- **EXERCISE DETAILS**: Please transcribe, word for word, only the lines from the one containing "Locate an element" through the last line of the records below, both included, and leave out every picture.

- **THE DATA**:
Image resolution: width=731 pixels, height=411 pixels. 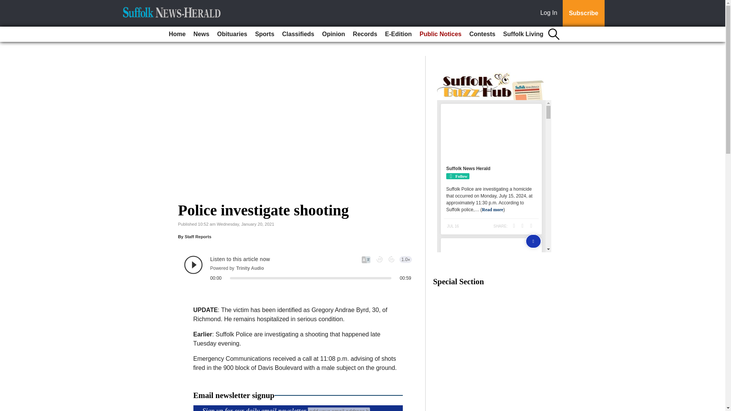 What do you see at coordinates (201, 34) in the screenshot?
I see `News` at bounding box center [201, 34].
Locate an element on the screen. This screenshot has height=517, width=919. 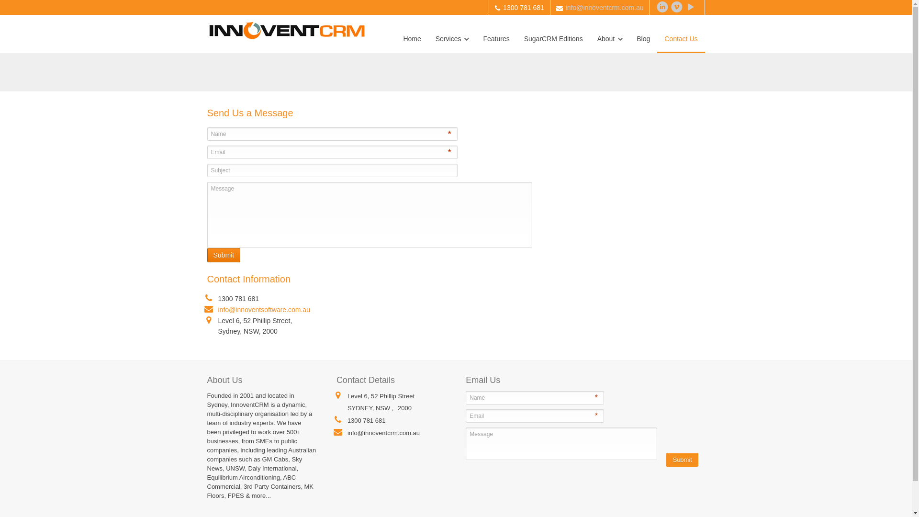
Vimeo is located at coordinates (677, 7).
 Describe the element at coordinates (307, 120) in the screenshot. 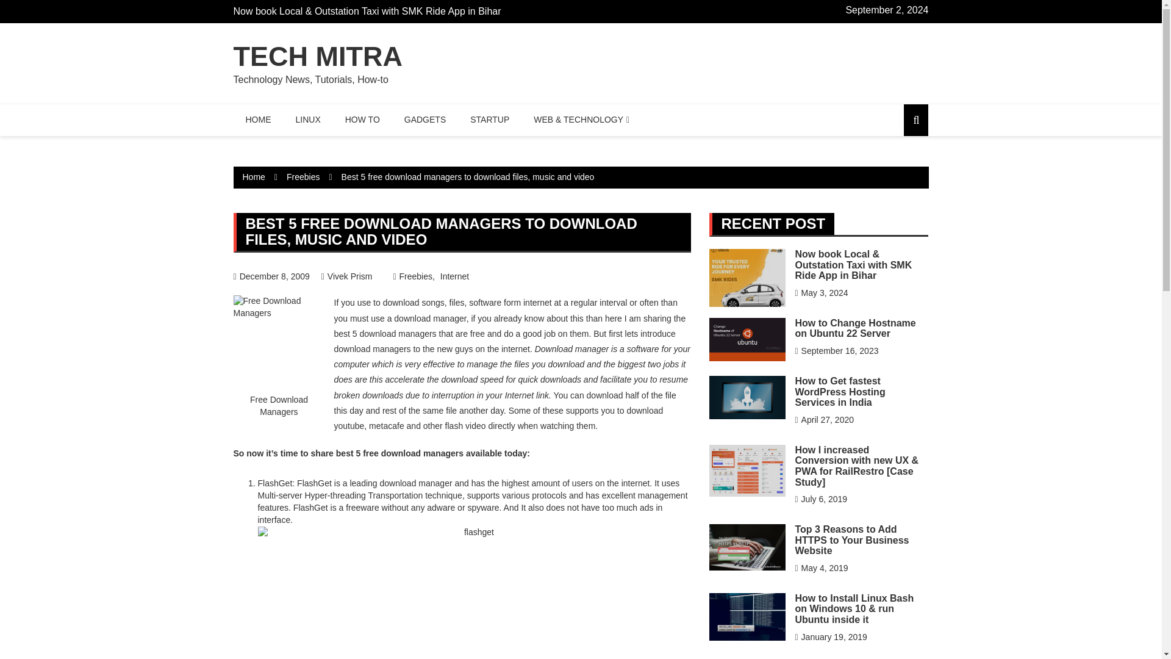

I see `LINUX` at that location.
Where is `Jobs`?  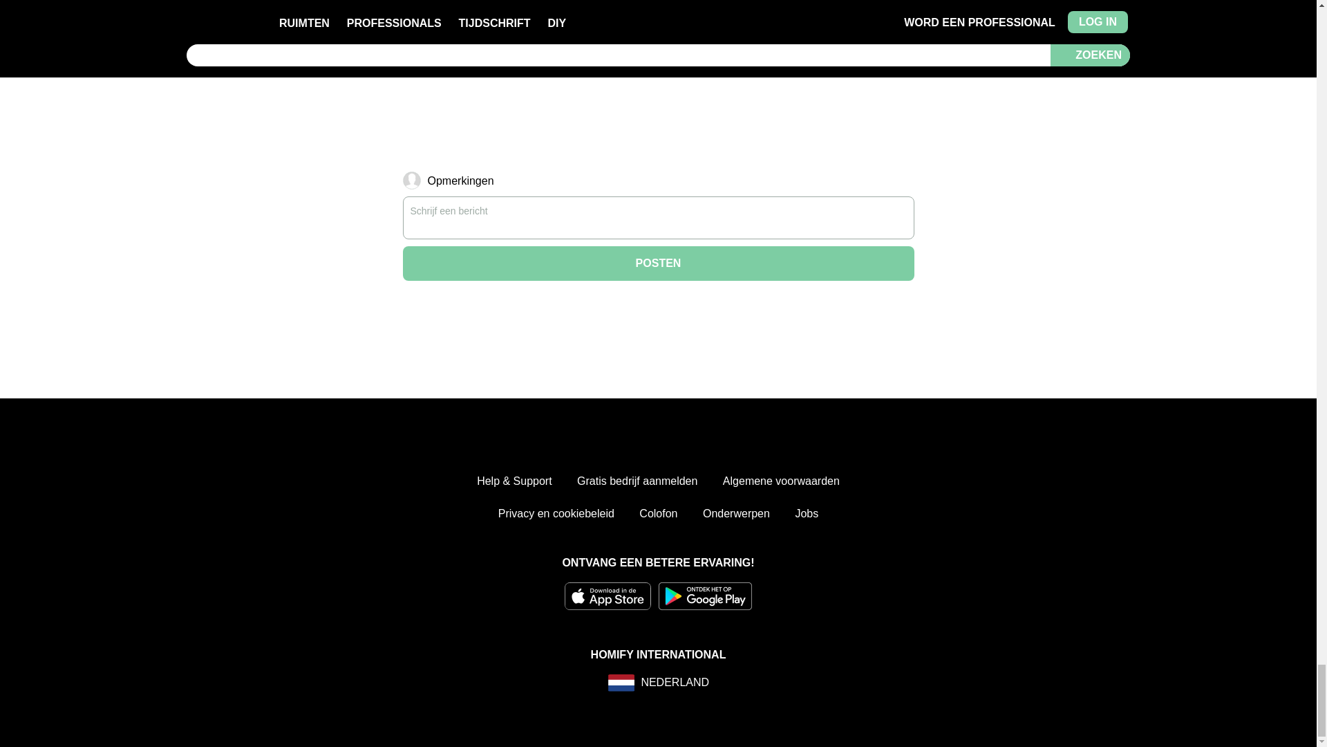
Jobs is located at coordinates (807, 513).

- **RESPONSE BOX**:
Locate an element on the screen. This screenshot has height=517, width=919. 
Vimeo is located at coordinates (677, 7).
 Describe the element at coordinates (307, 120) in the screenshot. 

I see `LINUX` at that location.
Where is `Jobs`?  
Jobs is located at coordinates (807, 513).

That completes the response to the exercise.